Was he preparing me for what was to follow? Rather than concealing his fear, he opposed it to the one that penetrated the community. And he went on:
“A man who is afraid, how easy it is to speak of him: the child in him emerges, refuses to grow up, to choose, to die. But how can one describe a town that is afraid? Its fear is greater than the sum of individually felt anxieties; it is something else; it acquires divine attributes. It is time standing still, the object that survives you. Stricken with an obscure ailment, their eyes lifeless and their voices extinguished, people walk differently, express themselves differently, keep silent differently. With their hunched bodies, they look like birds of ill omen overwhelmed by guilt. Ch
ildren do not recognize their mothers, women turn away from husbands, men from their brothers and eventually from themselves; such is the nature of fear, such is a community in the grip of fear.”

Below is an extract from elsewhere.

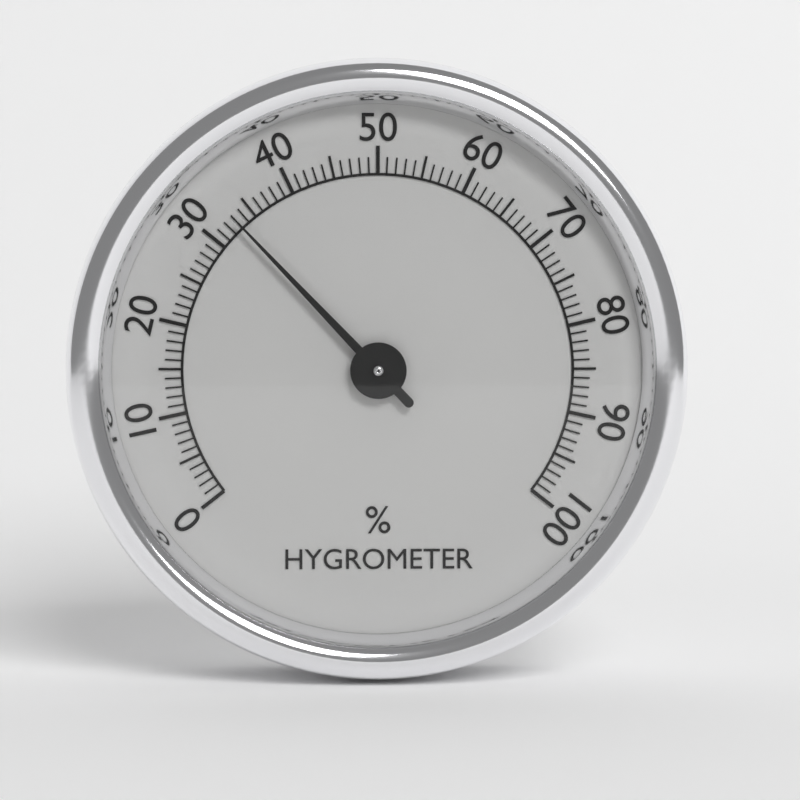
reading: 33 %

And the chronicler in my father tried to describe it:
“I shall remember it even in my sleep; I shall never be free of it, I know. Fear: a mute and blind raven bearing twilight on its wings. You dare not look into its eyes, you want to run; it follows you, precedes you. And so you remain riveted to the ground, barely breathing, watchful. You know it to be ferocious, fierce. You sense its proximity there—crouching, blending into the darkness—its fangs bared, ready to pounce at the slightest noise, ready to rob you of vision and life and of your very desire to go on living.
“Like a certain silence, fear has its own sound, its own weight. Heavy, impersonal, it hangs over the town: a leaden sky, a horizon of death. It permeates the trees, the walls, one’s every movement. All-pervasive, it crawls from body to body, from house to house, from one creature to another. It restrains dying men from moaning and incites dogs to bark. It saps the blood out of your lips; it chokes you, fills your lungs until you feel them burst.
“A town that is afraid is a besieged, defenseless town. Heralding disaster, fear becomes disaster. The enemy’s ally, fear becomes the enemy. Surreptitious, ubiquitous; both cause and effect.